Stephen's face assumed at once an air of dry derision; there was no love lost between him and his young nephew-in-law.

"The Sanitist?" he said; "ah! Well?"

"She has gone off to do work-some place in the Euston Road. I've had a telegram. Oh, and I found this, Stephen."

She held out to him half-heartedly the two bits of paper, one pinkish-brown, the other blue. Stephen saw that she was trembling. He took them from her, read them, and looked at her again. He had a real affection for his wife, and the tradition of consideration for other people's feelings was bred in him, so that at this moment, so vitally disturbing, the first thing he did was to put his hand on her shoulder and give it a reassuring squeeze. But there was also in Stephen a certain primitive virility, pickled, it is true, at Cambridge, and in the Law Courts dried, but still preserving something of its possessive and assertive quality, and the second thing he did was to say, "No, I'm damned!"

In that little sentence lay the whole psychology of his attitude towards this situation and all the difference between two classes of the population. Mr. Purcey would undoubtedly have said: "Well, I'm damned!" Stephen, by saying "No, I'm damned!" betrayed that before he could be damned he had been obliged to wrestle and contend with something, and Cecilia, who was always wrestling too, knew this something to be that queer new thing, a Social Conscience, the dim bogey stalking pale about the houses of those who, through the accidents of leisure or of culture, had once left the door open to the suspicion: Is it possible that there is a class of people besides my own, or am I dreaming? Happy the millions, poor or rich, not yet condemned to watch the wistful visiting or hear the husky mutter of that ghost, happy in their homes, blessed by a less disquieting god. Such were Cecilia's inner feelings.

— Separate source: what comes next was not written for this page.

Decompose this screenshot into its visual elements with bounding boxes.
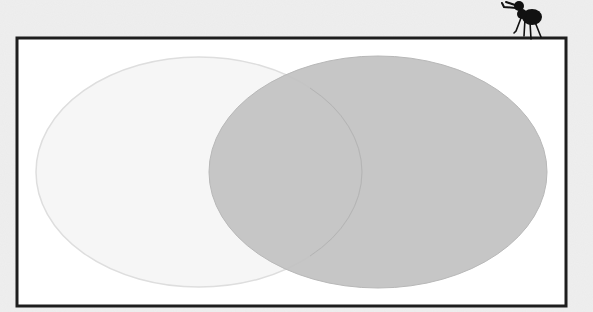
venn-diagram-canvas (0, 0, 593, 312)
venn-diagram (0, 0, 593, 312)
set-right-ellipse (209, 56, 547, 288)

Even now she did not quite plumb the depths of Stephen's; she felt his struggle with the ghost; she felt and admired his victory. What she did not, could not, perhaps, realise, was the precise nature of the outrage inflicted on him by Thyme's action. With her--being a woman--the matter was more practical; she did not grasp, had never grasped, the architectural nature of Stephen's mind--how really hurt he was by what did not seem to him in due and proper order.

He spoke: "Why on earth, if she felt like that, couldn't she have gone to work in the ordinary way? She could have put herself in connection with some proper charitable society--I should never have objected to that. It's all that young Sanitary idiot!"

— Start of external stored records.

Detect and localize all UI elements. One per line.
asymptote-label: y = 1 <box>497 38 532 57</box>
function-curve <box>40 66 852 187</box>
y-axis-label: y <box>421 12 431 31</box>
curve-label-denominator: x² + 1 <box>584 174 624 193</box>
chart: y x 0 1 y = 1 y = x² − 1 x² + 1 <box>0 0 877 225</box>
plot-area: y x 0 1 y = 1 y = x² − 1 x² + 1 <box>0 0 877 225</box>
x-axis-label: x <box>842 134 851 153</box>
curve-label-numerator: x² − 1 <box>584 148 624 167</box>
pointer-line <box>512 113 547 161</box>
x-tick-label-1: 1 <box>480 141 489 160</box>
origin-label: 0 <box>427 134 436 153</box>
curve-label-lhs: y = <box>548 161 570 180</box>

"I believe," Cecilia faltered, "that Martin's is a society. It's a kind of medical Socialism, or something of that sort. He has tremendous faith in it."

Stephen's lip curled.

"He may have as much faith as he likes," he said, with the restraint that was one of his best qualities, "so long as he doesn't infect my daughter with it."

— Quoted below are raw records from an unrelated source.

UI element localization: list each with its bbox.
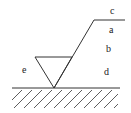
triangle-symbol	[35, 57, 72, 88]
label-a: a	[109, 25, 113, 35]
label-b: b	[106, 44, 111, 54]
surface-hatching	[12, 90, 118, 108]
symbol-drawing	[0, 0, 131, 113]
extension-line	[54, 20, 125, 88]
label-e: e	[22, 65, 26, 75]
label-c: c	[110, 6, 114, 16]
label-d: d	[104, 67, 109, 77]
roughness-symbol-diagram: c a b d e	[0, 0, 131, 113]
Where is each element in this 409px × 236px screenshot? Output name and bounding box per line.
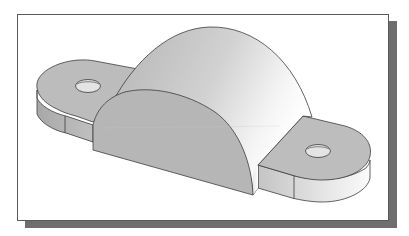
bracket-part-illustration	[0, 0, 409, 236]
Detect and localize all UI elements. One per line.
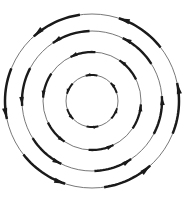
arrow-head bbox=[93, 126, 98, 129]
field-arrow bbox=[94, 159, 131, 171]
field-arrow bbox=[119, 60, 136, 79]
arrow-head bbox=[106, 145, 113, 150]
field-arrow bbox=[86, 73, 98, 76]
arrow-shaft bbox=[33, 138, 62, 164]
arrow-head bbox=[177, 83, 182, 94]
field-arrow bbox=[133, 104, 143, 128]
arrow-head bbox=[119, 18, 130, 24]
field-arrow bbox=[23, 155, 65, 184]
arrow-head bbox=[54, 178, 65, 184]
field-arrow bbox=[154, 96, 165, 134]
arrow-shaft bbox=[119, 18, 161, 47]
field-arrow bbox=[53, 31, 90, 43]
arrow-head bbox=[71, 52, 78, 57]
field-arrow bbox=[111, 83, 117, 93]
field-arrow bbox=[19, 68, 30, 106]
arrow-shaft bbox=[154, 96, 162, 134]
arrow-head bbox=[53, 36, 62, 43]
field-arrow bbox=[48, 122, 65, 141]
field-arrow bbox=[123, 38, 152, 64]
field-arrow bbox=[33, 138, 62, 164]
arrow-head bbox=[2, 108, 7, 119]
field-arrow bbox=[119, 18, 161, 47]
field-arrow bbox=[111, 108, 117, 118]
streamline-ring bbox=[66, 75, 118, 127]
field-arrow bbox=[42, 74, 52, 98]
arrow-head bbox=[122, 159, 131, 166]
arrow-head bbox=[86, 73, 91, 76]
arrow-shaft bbox=[123, 38, 152, 64]
field-arrow bbox=[2, 68, 11, 119]
arrow-shaft bbox=[23, 155, 65, 184]
field-arrow bbox=[87, 126, 99, 129]
field-arrow bbox=[173, 83, 182, 134]
field-arrow bbox=[71, 52, 96, 57]
vector-field-figure bbox=[0, 0, 185, 207]
vector-field-canvas bbox=[0, 0, 185, 207]
arrow-shaft bbox=[22, 68, 30, 106]
field-arrow bbox=[89, 145, 114, 150]
field-arrow bbox=[67, 109, 73, 119]
field-arrow bbox=[67, 84, 73, 94]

Cecilia said suddenly: "Oh! what are we to do, Stephen? Shall I go over there to-night?"

As one may see a shadow pass down on a cornfield, so came the cloud on Stephen's face. It was as though he had not realised till then the full extent of what this meant. For a minute he was silent. "Better wait for her letter," he said at last. "He's her cousin, after all, and Mrs. Grundy's dead--in the Euston Road, at all events."

So, trying to spare each other all they could of anxiety, and careful to abstain from any hint of trouble before the servants, they dined and went to bed.